On YouTube: NY1 - Superstorm Sandy (May 2013)
Coastal Processes & Hazards - News

NY1: NYC Mayor To Propose Installation Of Removable Steel Panels In Some Waterfront Areas (May 2013)


Duration: 1 min and 54 secs
SBU investigator Malcolm Bowman begins speaking at 1 minute 08 seconds into the segment

More than six months after Hurricane Sandy, Mayor Michael Bloomberg will soon be delivering a major address to unveil his plans for how the city can prevent a repeat of the flooding and devastation in a future storm, and what the mayor is proposing may surprise you. Josh Robin filed the following exclusive report.

Removable steel panels up to 12 feet high, preventing river water from once again overwhelming city streets, may soon line the West Side Highway and other parts of New York's waterfront.

Multiple sources say Mayor Michael Bloomberg will call for their installation in flood-prone areas in Manhattan and possibly elsewhere.

It's the same concept behind permanent Dutch storm surge barriers, but with key differences, including price.

"The fact that it's removable has this benefit of least environmental impact, and least impact to the community in terms of access to the waterfront," said Rick Ellman of Mueser Rutledge Consulting Engineers.

Sources say the mayor's team is suggesting at least one permanent barrier at Newtown Creek, the toxic waterway between Brooklyn and Queens.

Off the coast, there are more subtle measures to tamp down the sizes of waves out at sea.

A pilot program in Staten Island could include manmade islands and wetlands.

Bloomberg is also expected to call for dunes along the Rockaway Peninsula and Staten Island's south shore, still recovering from Hurricane Sandy.

A City Hall spokeswoman says no final decisions have been made.

The mayor's team has been talking to experts.

Stony Brook University oceanographer Malcolm Bowman said the total proposed approach is too piecemeal.

"I think we have to do what Governor Cuomo has asked for, and that's is an engineering analysis of storm surge barriers across the major entrances to New York Harbor, Rockaway to Sandy Hook, and then the East River," Bowman says. "Because nothing less will protect the major airports, the shipping facilities, all the infrastructure that we saw devastated during Sandy."

Others say those barriers could cause more trouble on land that is not protected. In addition, those others say they may cost too much and take too long to build.

Bloomberg is expected to argue that climate change means the city has to move quickly. He'll certainly want his successor to continue these plans after he leaves office in seven months.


● EXERCISE DETAILS
Output the lines below exactly, please, from the first line until the line with "Locate an element", counting both.

--- DATA PROVIDED Enclosed Below ---

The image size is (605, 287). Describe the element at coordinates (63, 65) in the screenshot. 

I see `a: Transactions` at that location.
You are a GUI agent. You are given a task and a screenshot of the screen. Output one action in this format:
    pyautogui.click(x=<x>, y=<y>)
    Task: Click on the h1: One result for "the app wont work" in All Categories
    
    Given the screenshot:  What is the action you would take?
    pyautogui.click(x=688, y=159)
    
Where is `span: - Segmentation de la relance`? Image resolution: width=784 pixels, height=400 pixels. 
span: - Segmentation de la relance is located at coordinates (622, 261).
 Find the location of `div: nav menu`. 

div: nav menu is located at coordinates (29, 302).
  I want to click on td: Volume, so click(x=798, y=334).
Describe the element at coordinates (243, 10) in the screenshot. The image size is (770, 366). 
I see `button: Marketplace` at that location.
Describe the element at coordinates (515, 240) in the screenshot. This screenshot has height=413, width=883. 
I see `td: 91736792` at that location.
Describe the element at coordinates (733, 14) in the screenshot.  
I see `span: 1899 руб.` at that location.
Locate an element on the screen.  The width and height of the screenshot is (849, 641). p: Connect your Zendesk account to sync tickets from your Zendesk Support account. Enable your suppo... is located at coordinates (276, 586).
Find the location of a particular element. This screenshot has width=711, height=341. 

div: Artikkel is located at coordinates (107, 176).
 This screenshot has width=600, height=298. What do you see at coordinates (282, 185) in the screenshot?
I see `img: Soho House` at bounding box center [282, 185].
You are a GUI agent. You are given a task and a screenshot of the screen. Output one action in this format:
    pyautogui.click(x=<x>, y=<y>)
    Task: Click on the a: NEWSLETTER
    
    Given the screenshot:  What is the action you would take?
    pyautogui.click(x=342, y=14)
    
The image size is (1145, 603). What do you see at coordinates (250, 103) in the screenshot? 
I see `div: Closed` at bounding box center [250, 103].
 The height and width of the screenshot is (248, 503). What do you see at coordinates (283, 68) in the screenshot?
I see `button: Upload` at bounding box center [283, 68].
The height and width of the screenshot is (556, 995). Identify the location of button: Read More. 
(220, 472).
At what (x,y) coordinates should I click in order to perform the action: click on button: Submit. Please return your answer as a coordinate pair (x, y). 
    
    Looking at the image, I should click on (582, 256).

--- End of Enclosed DATA PROVIDED ---

● EXERCISE RESPONSE
The image size is (605, 287). Describe the element at coordinates (63, 65) in the screenshot. 

I see `a: Transactions` at that location.
You are a GUI agent. You are given a task and a screenshot of the screen. Output one action in this format:
    pyautogui.click(x=<x>, y=<y>)
    Task: Click on the h1: One result for "the app wont work" in All Categories
    
    Given the screenshot:  What is the action you would take?
    pyautogui.click(x=688, y=159)
    
Where is `span: - Segmentation de la relance`? Image resolution: width=784 pixels, height=400 pixels. 
span: - Segmentation de la relance is located at coordinates (622, 261).
 Find the location of `div: nav menu`. 

div: nav menu is located at coordinates (29, 302).
  I want to click on td: Volume, so click(x=798, y=334).
Describe the element at coordinates (243, 10) in the screenshot. The image size is (770, 366). 
I see `button: Marketplace` at that location.
Describe the element at coordinates (515, 240) in the screenshot. This screenshot has height=413, width=883. 
I see `td: 91736792` at that location.
Describe the element at coordinates (733, 14) in the screenshot.  
I see `span: 1899 руб.` at that location.
Locate an element on the screen.  The width and height of the screenshot is (849, 641). p: Connect your Zendesk account to sync tickets from your Zendesk Support account. Enable your suppo... is located at coordinates (276, 586).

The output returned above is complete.